Hugh Henry “Harry” McEvoy was born in Donacloney, County Down, Northern Ireland, on the 31st December 1895, the son of William John and Alice McEvoy (née Crombie). His father was a “tenter” in one of the local linen factories, and Harry was one of eleven children.
By the age of 16 years, he was working as a dispatch clerk in Belfast, County Antrim, and then, in September 1914, he crossed the Irish Sea to Liverpool, where he boarded the Cedric, bound for New York City, where he had arranged to stay with an uncle.
He secured a position as a clerk in the New York house of Messrs. Liddell & Sons, Ltd., but in the spring of 1915, he decided to return home, possibly because of the Great War.
As a consequence, he booked second cabin passage for himself on what became the Lusitania’s final trans-Atlantic crossing, which left New York at mid-day on 1st May 1915. He was accommodated in cabin E22.
After the ship was torpedoed, exactly six days later, he was listed amongst the missing by The Cunard Steam Ship Company, but this proved to be a mistake, as he later made it back home, having been rescued from the sea and landed at Queenstown.
Evidence of his survival was published in the edition of The Northern Whig for 11th May 1915, it was stated: -
Amongst the very few survivors of the Lusitania who arrived home yesterday was Mr. Henry McEvoy, a son of Mr. William McEvoy, Donacloney, who had been employed in the New York house of Messrs. Liddell & Sons Ltd.
Mr. McEvoys’s parents were fortunately unaware that he had sailed on the Lusitania, and therefore they had no anxiety on this account, the first intimation that he was one of the passengers and had been saved coming from Mr. R.M. Liddell, J.P..
He jumped overboard, being drawn underneath the water by the suction, for what he computed to be five minutes. When he regained the surface he swam about for twenty minutes until he and some others succeeded in mounting an upturned boat, on which they remained until rescued by a Queenstown liner some three hours later.
Further proof of his survival is that not long after the sinking, Harry McEvoy applied, himself, to The Lusitania Relief Fund, for financial help. This fund had been set up immediately after the liner had been sunk, by The Lord Mayor of Liverpool and other local businessmen from the area, to help second and third class passenger survivors and the relatives of those who had perished, who had come upon hardship as a result of the loss of the vessel.
The awards committee made Harry McEvoy a once and for all grant of £5-0s-0d on the grounds that his health had suffered because of the disaster. In fact, both his father and Henry himself wrote separately to the Cunard Company seeking
compensation, stating that following his ordeal, Henry was under the care of doctors, confined to bed, and ordered not to return to work for two months.
Harry McEvoy was in a very weak condition on his return home and never recovered from his ordeal. He died at his home on the 15th October 1915, aged 19 years. The cause of his death was recorded as pulmonary thrombosis and exhaustion.
Cunard records which were updated from 1915, throughout the rest of the war years, show that Harry McEvoy lost his life in the sinking. Perhaps, it was officially decided that as he died a little more than four months after the sinking, from conditions believed to have been caused directly as a result of the sinking, he should be included on the list of official casualties.
Register of Births, Marriages and Deaths, 1901 Census of Ireland, 1911 Census of Ireland, New York Passenger Lists 1820 – 1957, Cunard Records, Liverpool Record Office, Belfast News-Letter, Irish News, Lurgan Mail, Northern Whig, PRO BT 100/345, UniLiv D92/2/52, Deaths at Sea 1871 – 1968, Graham Maddocks, Geoff Whitfield, Michael Poirier, Jim Kalafus, Cliff Barry, Paul Latimer, Norman Gray.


* Task prompt *
Leave the pictures out and repeat the rest of the data below exactly.

* Supplied data *
▽

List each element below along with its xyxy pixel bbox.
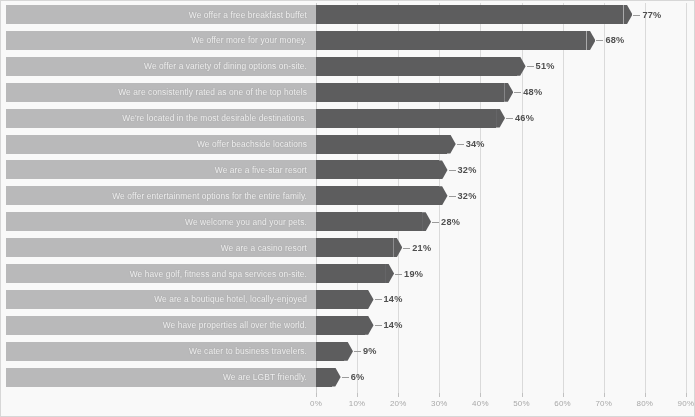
value-bar [316,316,365,335]
value-leader-line [395,274,402,275]
horizontal-bar-chart: 0%10%20%30%40%50%60%70%80%90% We offer a… [0,0,695,417]
value-label: 19% [404,269,423,279]
value-leader-line [342,377,349,378]
category-label-bar: We have golf, fitness and spa services o… [6,264,316,283]
x-tick-mark [645,393,646,397]
bar-arrow-tip [447,135,456,154]
category-label: We offer entertainment options for the e… [112,191,307,201]
category-label: We offer beachside locations [197,139,307,149]
category-label-bar: We offer beachside locations [6,135,316,154]
value-leader-line [633,15,640,16]
x-axis-tick-label: 90% [678,399,695,408]
value-bar [316,368,332,387]
category-label-bar: We are consistently rated as one of the … [6,83,316,102]
value-bar [316,57,517,76]
value-leader-line [506,118,513,119]
category-label: We're located in the most desirable dest… [122,113,307,123]
category-label-bar: We are a casino resort [6,238,316,257]
chart-row: We're located in the most desirable dest… [1,109,695,128]
value-bar [316,31,586,50]
value-bar [316,186,439,205]
category-label: We cater to business travelers. [189,346,307,356]
category-label-bar: We're located in the most desirable dest… [6,109,316,128]
x-axis-tick-label: 0% [310,399,322,408]
value-bar [316,238,393,257]
bar-arrow-tip [517,57,526,76]
chart-row: We are a five-star resort32% [1,160,695,179]
chart-row: We have golf, fitness and spa services o… [1,264,695,283]
value-bar [316,160,439,179]
category-label: We are a casino resort [221,243,307,253]
chart-row: We offer more for your money.68% [1,31,695,50]
x-tick-mark [686,393,687,397]
x-tick-mark [398,393,399,397]
bar-arrow-tip [623,5,632,24]
value-label: 32% [458,165,477,175]
bar-arrow-tip [385,264,394,283]
category-label-bar: We offer a variety of dining options on-… [6,57,316,76]
bar-arrow-tip [439,160,448,179]
category-label-bar: We are a boutique hotel, locally-enjoyed [6,290,316,309]
chart-row: We offer a free breakfast buffet77% [1,5,695,24]
category-label-bar: We have properties all over the world. [6,316,316,335]
chart-row: We have properties all over the world.14… [1,316,695,335]
value-bar [316,135,447,154]
category-label-bar: We offer more for your money. [6,31,316,50]
bar-arrow-tip [344,342,353,361]
value-label: 51% [536,61,555,71]
category-label: We are LGBT friendly. [223,372,307,382]
bar-arrow-tip [422,212,431,231]
bar-arrow-tip [439,186,448,205]
category-label: We have properties all over the world. [163,320,307,330]
x-tick-mark [480,393,481,397]
bar-arrow-tip [365,290,374,309]
category-label: We have golf, fitness and spa services o… [130,269,307,279]
value-label: 14% [384,320,403,330]
bar-arrow-tip [332,368,341,387]
value-bar [316,290,365,309]
category-label: We offer a variety of dining options on-… [144,61,307,71]
value-label: 77% [642,10,661,20]
value-leader-line [457,144,464,145]
category-label: We offer a free breakfast buffet [189,10,307,20]
x-tick-mark [439,393,440,397]
chart-row: We welcome you and your pets.28% [1,212,695,231]
category-label: We are a five-star resort [215,165,307,175]
value-label: 6% [351,372,365,382]
category-label-bar: We cater to business travelers. [6,342,316,361]
chart-row: We are LGBT friendly.6% [1,368,695,387]
value-leader-line [449,170,456,171]
value-leader-line [375,325,382,326]
bar-arrow-tip [586,31,595,50]
x-tick-mark [522,393,523,397]
value-leader-line [514,92,521,93]
category-label: We offer more for your money. [191,35,307,45]
category-label-bar: We are a five-star resort [6,160,316,179]
x-axis-tick-label: 30% [431,399,448,408]
bar-arrow-tip [496,109,505,128]
x-tick-mark [604,393,605,397]
value-leader-line [375,299,382,300]
category-label-bar: We offer entertainment options for the e… [6,186,316,205]
value-bar [316,83,504,102]
value-label: 21% [412,243,431,253]
x-tick-mark [316,393,317,397]
chart-plot-area: We offer a free breakfast buffet77%We of… [1,1,695,393]
x-tick-mark [357,393,358,397]
value-label: 9% [363,346,377,356]
category-label: We welcome you and your pets. [185,217,307,227]
category-label-bar: We are LGBT friendly. [6,368,316,387]
x-axis-tick-label: 60% [554,399,571,408]
value-leader-line [432,222,439,223]
value-label: 14% [384,294,403,304]
value-bar [316,212,422,231]
x-axis-tick-label: 10% [349,399,366,408]
x-axis-tick-label: 20% [390,399,407,408]
value-label: 46% [515,113,534,123]
value-leader-line [527,66,534,67]
value-label: 32% [458,191,477,201]
x-axis-tick-label: 80% [636,399,653,408]
chart-row: We are a casino resort21% [1,238,695,257]
category-label-bar: We welcome you and your pets. [6,212,316,231]
value-label: 48% [523,87,542,97]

△

* Solution for this problem *
List each element below along with its xyxy pixel bbox.
value-bar [316,316,365,335]
value-leader-line [395,274,402,275]
horizontal-bar-chart: 0%10%20%30%40%50%60%70%80%90% We offer a… [0,0,695,417]
value-label: 19% [404,269,423,279]
value-leader-line [342,377,349,378]
category-label-bar: We have golf, fitness and spa services o… [6,264,316,283]
x-tick-mark [645,393,646,397]
bar-arrow-tip [447,135,456,154]
category-label: We offer entertainment options for the e… [112,191,307,201]
category-label: We offer beachside locations [197,139,307,149]
category-label-bar: We offer beachside locations [6,135,316,154]
value-leader-line [633,15,640,16]
x-axis-tick-label: 90% [678,399,695,408]
value-bar [316,368,332,387]
category-label-bar: We are consistently rated as one of the … [6,83,316,102]
value-bar [316,57,517,76]
value-leader-line [506,118,513,119]
category-label: We're located in the most desirable dest… [122,113,307,123]
category-label-bar: We are a casino resort [6,238,316,257]
chart-row: We're located in the most desirable dest… [1,109,695,128]
value-bar [316,31,586,50]
value-bar [316,186,439,205]
category-label: We cater to business travelers. [189,346,307,356]
category-label-bar: We're located in the most desirable dest… [6,109,316,128]
x-axis-tick-label: 0% [310,399,322,408]
value-bar [316,238,393,257]
bar-arrow-tip [517,57,526,76]
chart-row: We are a five-star resort32% [1,160,695,179]
chart-row: We have golf, fitness and spa services o… [1,264,695,283]
value-bar [316,160,439,179]
category-label: We are a casino resort [221,243,307,253]
chart-row: We offer more for your money.68% [1,31,695,50]
x-tick-mark [686,393,687,397]
x-tick-mark [398,393,399,397]
bar-arrow-tip [623,5,632,24]
value-label: 32% [458,165,477,175]
bar-arrow-tip [385,264,394,283]
category-label-bar: We offer a variety of dining options on-… [6,57,316,76]
bar-arrow-tip [439,160,448,179]
category-label-bar: We are a boutique hotel, locally-enjoyed [6,290,316,309]
chart-row: We offer a free breakfast buffet77% [1,5,695,24]
category-label-bar: We have properties all over the world. [6,316,316,335]
chart-row: We have properties all over the world.14… [1,316,695,335]
value-bar [316,135,447,154]
category-label-bar: We offer more for your money. [6,31,316,50]
bar-arrow-tip [344,342,353,361]
value-label: 51% [536,61,555,71]
category-label: We are LGBT friendly. [223,372,307,382]
bar-arrow-tip [422,212,431,231]
bar-arrow-tip [439,186,448,205]
category-label: We have properties all over the world. [163,320,307,330]
x-tick-mark [480,393,481,397]
bar-arrow-tip [365,290,374,309]
category-label: We have golf, fitness and spa services o… [130,269,307,279]
value-label: 14% [384,320,403,330]
bar-arrow-tip [332,368,341,387]
value-bar [316,290,365,309]
category-label: We offer a variety of dining options on-… [144,61,307,71]
value-label: 77% [642,10,661,20]
value-leader-line [457,144,464,145]
category-label: We offer a free breakfast buffet [189,10,307,20]
x-tick-mark [439,393,440,397]
chart-row: We welcome you and your pets.28% [1,212,695,231]
category-label: We are a five-star resort [215,165,307,175]
value-label: 6% [351,372,365,382]
category-label-bar: We cater to business travelers. [6,342,316,361]
chart-row: We are LGBT friendly.6% [1,368,695,387]
value-leader-line [449,170,456,171]
value-leader-line [375,325,382,326]
bar-arrow-tip [586,31,595,50]
x-tick-mark [522,393,523,397]
value-leader-line [514,92,521,93]
category-label: We offer more for your money. [191,35,307,45]
category-label-bar: We are a five-star resort [6,160,316,179]
x-axis-tick-label: 30% [431,399,448,408]
bar-arrow-tip [496,109,505,128]
x-tick-mark [604,393,605,397]
value-leader-line [375,299,382,300]
category-label-bar: We offer entertainment options for the e… [6,186,316,205]
value-bar [316,83,504,102]
value-label: 21% [412,243,431,253]
x-tick-mark [316,393,317,397]
chart-plot-area: We offer a free breakfast buffet77%We of… [1,1,695,393]
x-tick-mark [357,393,358,397]
value-label: 9% [363,346,377,356]
category-label: We welcome you and your pets. [185,217,307,227]
category-label-bar: We are LGBT friendly. [6,368,316,387]
x-axis-tick-label: 60% [554,399,571,408]
value-leader-line [432,222,439,223]
value-label: 14% [384,294,403,304]
value-bar [316,212,422,231]
x-axis-tick-label: 10% [349,399,366,408]
x-axis-tick-label: 20% [390,399,407,408]
value-label: 46% [515,113,534,123]
value-leader-line [527,66,534,67]
value-label: 32% [458,191,477,201]
x-axis-tick-label: 80% [636,399,653,408]
chart-row: We are a casino resort21% [1,238,695,257]
category-label-bar: We welcome you and your pets. [6,212,316,231]
value-label: 48% [523,87,542,97]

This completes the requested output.